At home I have a Promox host that I have a Win10 VM running Blue Iris (IP camera VMS). I've had it running for some time now (~year) with no issues. It's a simple setup. All my Proxmox VMs are hosted on a SSD. However, I do pass through two large spinning disks to the Blue Iris VM so that I can record video to the mechanical drives and not to the actually SSD that the VM is hosted on. Those two mechanical drives are only used by the Blue Iris VM. No other VM touches them.

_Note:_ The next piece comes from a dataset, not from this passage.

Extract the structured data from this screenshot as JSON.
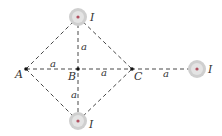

So yesterday I'm in the room where the host is located and I hear disk thrashing. You know, the sound of a hard drive being defragged? That kind of disk thrashing. Lots of reads and lots of writes. This is quite unusual as I've never heard those drives make noise ever. I open up my Proxmox GUI to see what is going on and I see that VM is showing a lot of of reads and writes. Proxmox is showing 50MB/s writes and 50MB/s reads all going at the same time. This is highly irregular. At any given time, Blue Iris is writing no more than 4MB/s (from my cameras to the drives) and reading virtually nothing so 50MB/s both ways is waaay of the charts. So I decide to quickly RDP into the VM and see what the hell is accessing the disk and as soon as I RDP in, the drives stop thrashing and disk access returns to normal levels.
So I look around in task manager and everything looks fine and I chalk it up to nothing and log out of the RDP session. Well as soon as I log out, the drive thrashing fires right back up again. I finally figure out its tied to an RDP sessions after a couple times of logging in and out. Here is what Promox is showing for drive I/O for that VM with my annotations:
You can see from the chart that whenever I'm logged out of RDP, disk I/O is real high. But as soon as I login, it dissapears and resumes normal I/O levels that I'm used to seeing which is about 3 - 4 MB/s write and little to no reads.
How can I pin this down since whenever I log in, the task that is causing the issues pauses and nothing shows in task manager?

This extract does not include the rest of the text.